Designer and builder Nash Martinez transforms vintage castoffs into modern-day fixtures and furnishings
Nash Martinez divides his time between creating one-of-a-kind fixtures and consulting with clients on interior design for both residential and commercial spaces.
In the back of a Salt Lake City warehouse, Nash Martinez fashions his future by reshaping the past. Cloaked in a heavy canvas apron and shirt sleeves rolled up, this fixture designer stands in a cluttered workshop surrounded by remnants of days gone by—vintage lamp parts, boxes of mismatched light bulbs, strands of cloth-covered cable and a crowd of striking forms that look familiar, but not quite.
Each piece in Martinez’s C.G. Sparks gallery demands inspection and a close consideration of its narrative. “Every piece has a tale, and I’m just facilitating its telling,” he says.
The base of a long-forgotten embalming table, a tarnished swing-arm dental tray and a shapely lampshade mold may not serve modern-day functions, yet each is destined to become a unique fixture, furniture piece or objet d’art for Martinez’s growing clientele.
While Martinez may be new to you, his work probably isn’t. His handmade lights illuminate Salt Lake City eateries Pallet and The Copper Onion, and his rare vintage finds like reimagined fixtures and factory cart–like clothing racks keep execs at Nordstrom knocking on his door. Interior designers, showrooms and savvy homeowners similarly turn to him for peculiar pieces that deliver fascination to their rooms.
From rare bulb cages to century-old jointed arms, an edited mix of artfully paired parts form the artist’s light fixtures—each made by hand.
Martinez describes his collection as a mash-up of handcrafted, industrial age, art deco and modern, and one that captures the essence of American products made in the 1920s, ’30s and ’40s. It’s a mix that mesmerizes many. “Customers constantly tell us they didn’t know there was anything like this available in Salt Lake,” says Brandalynn Davis at C.G. Sparks, which sells pieces from the Nash collection.
While Martinez spends much of his time searching for frayed, rusted and inoperative castoffs and transforming them by hand, it would be a mistake to consider him a salvager or tinkerer. Those terms don’t begin to describe the level of imagination and craftsmanship required to create his pieces. More aptly described, Martinez is an artist who recognizes and develops potential in old, unappreciated objects.
Martinez scours flea markets and antique shows to find unique, collectible pieces like these vintage metal chairs, automated shoe cobbler figure and a Milton Resnick easel.
“I find pieces that have been marginalized and give them new life,” he says of his discoveries found at flea markets and while traveling the country’s backroads. Reinvented, rescaled and reimagined, his rescued ruins run the gamut from century-old light parts and vintage furniture to outmoded laboratory fixtures and rusted factory finds. Their common denominator is a past. “Each piece has a story, and that’s what make it special,” he says. In other words: These pieces have soul.
Martinez discovered his calling 14 years ago, quite by mistake. He purchased an old globe on eBay during the site’s early days, and resold it at a nice profit. Emboldened, he drove from Vancouver, British Columbia, to Portland, Ore., buying every globe and planetary model he could get his hands on and then reselling them with similar success.
This wall-mounted electric scissor lamp was originally gas fueled. It now serves as a retractable sconce.
His product mix expanded to period seating, lighting and decorative arts, and soon he was peddling a range of old and redesigned treasures to clients who clamored for more. He moved to Salt Lake City from Portland in 2010. Today—while he consults on interior design and continues to market collectibles and oddities including a Milton Resnick painting easel, a vintage mirrored dance hall ball and Model T steering wheels—he is known by many for his one-of-a-kind light fixtures created from period parts.
Martinez pulls parts from the shelves in his workshop. An old leather chair, bulb-studded arrow and carved angel bust take temporary residence before being refurbished and sold to clients.
Martinez uses the word articulating frequently when discussing his handmade lights. He creates movement and personality by combining adjustable joints, mismatched retractable arms, rotating sockets and pivoting bases, many originating from early 20th century O.C. White and Fairies fixtures. Sconces reach out on scissored extensions, long-necked lamps nod caged bulbs and dangling pendants wear shapely shades like party hats. While there are witty details, there is also simplicity. “I’m not a fan of ornateness,” he says. “It’s all about the silhouette.”
Martinez describes his creative process as one of deconstructing and reimagining, and the results reflect it. The level of craftsmanship and imagination Martinez infuses into his creations is as captivating as the pieces themselves.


- WHAT YOU HAVE TO DO -
Where in the data does the word "Electricity" appear? Find those lines and copy them.

** Opening ENTRIES SHOWN block **

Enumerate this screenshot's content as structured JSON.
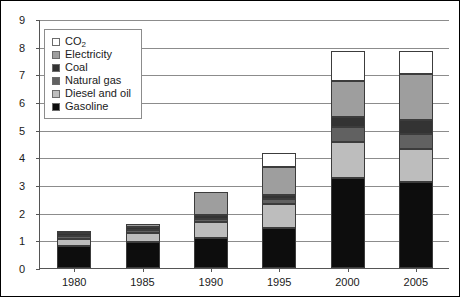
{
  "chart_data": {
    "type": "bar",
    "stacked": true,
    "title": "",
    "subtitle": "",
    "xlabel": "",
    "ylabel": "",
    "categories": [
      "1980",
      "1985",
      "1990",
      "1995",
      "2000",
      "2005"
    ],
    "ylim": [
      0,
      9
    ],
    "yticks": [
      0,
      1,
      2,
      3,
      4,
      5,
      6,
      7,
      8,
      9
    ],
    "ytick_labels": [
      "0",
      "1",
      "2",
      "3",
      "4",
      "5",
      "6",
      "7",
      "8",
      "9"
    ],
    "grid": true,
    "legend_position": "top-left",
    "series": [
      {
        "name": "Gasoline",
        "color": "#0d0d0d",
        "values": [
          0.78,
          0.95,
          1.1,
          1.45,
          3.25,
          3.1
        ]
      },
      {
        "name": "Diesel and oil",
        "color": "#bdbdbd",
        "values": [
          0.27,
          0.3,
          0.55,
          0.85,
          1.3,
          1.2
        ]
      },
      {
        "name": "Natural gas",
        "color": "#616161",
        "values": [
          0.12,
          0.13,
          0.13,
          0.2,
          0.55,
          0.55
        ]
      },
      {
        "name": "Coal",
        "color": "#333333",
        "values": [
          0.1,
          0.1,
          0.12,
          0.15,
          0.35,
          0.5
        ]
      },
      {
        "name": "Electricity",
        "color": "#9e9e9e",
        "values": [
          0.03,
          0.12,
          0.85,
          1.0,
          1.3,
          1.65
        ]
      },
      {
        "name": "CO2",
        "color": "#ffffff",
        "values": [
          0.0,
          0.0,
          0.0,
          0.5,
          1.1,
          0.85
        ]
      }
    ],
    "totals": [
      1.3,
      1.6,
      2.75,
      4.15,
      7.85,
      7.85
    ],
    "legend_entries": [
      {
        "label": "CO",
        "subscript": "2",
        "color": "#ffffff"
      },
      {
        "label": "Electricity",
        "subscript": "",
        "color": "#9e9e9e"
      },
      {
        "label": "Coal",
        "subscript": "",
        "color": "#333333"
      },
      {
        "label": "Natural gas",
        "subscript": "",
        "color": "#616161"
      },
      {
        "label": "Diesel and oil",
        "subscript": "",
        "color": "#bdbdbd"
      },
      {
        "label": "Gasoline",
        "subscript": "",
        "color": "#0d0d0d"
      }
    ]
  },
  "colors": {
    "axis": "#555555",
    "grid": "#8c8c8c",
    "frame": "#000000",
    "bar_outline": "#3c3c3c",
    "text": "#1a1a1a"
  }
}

** Closing ENTRIES SHOWN block **
** Opening ENTRIES SHOWN block **

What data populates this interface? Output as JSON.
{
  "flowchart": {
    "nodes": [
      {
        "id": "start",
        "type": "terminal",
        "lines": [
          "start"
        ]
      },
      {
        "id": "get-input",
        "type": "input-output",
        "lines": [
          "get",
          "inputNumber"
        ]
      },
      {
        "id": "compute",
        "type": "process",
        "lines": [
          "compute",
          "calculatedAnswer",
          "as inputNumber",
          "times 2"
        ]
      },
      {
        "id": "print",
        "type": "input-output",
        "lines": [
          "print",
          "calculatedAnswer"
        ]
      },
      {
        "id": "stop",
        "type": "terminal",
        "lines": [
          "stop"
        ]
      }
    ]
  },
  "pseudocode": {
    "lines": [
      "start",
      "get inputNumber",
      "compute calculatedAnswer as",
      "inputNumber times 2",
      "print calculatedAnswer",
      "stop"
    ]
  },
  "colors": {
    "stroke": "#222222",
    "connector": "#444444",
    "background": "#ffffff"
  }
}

** Closing ENTRIES SHOWN block **

- WORKED SOLUTION -
        "name": "Electricity",
        "label": "Electricity",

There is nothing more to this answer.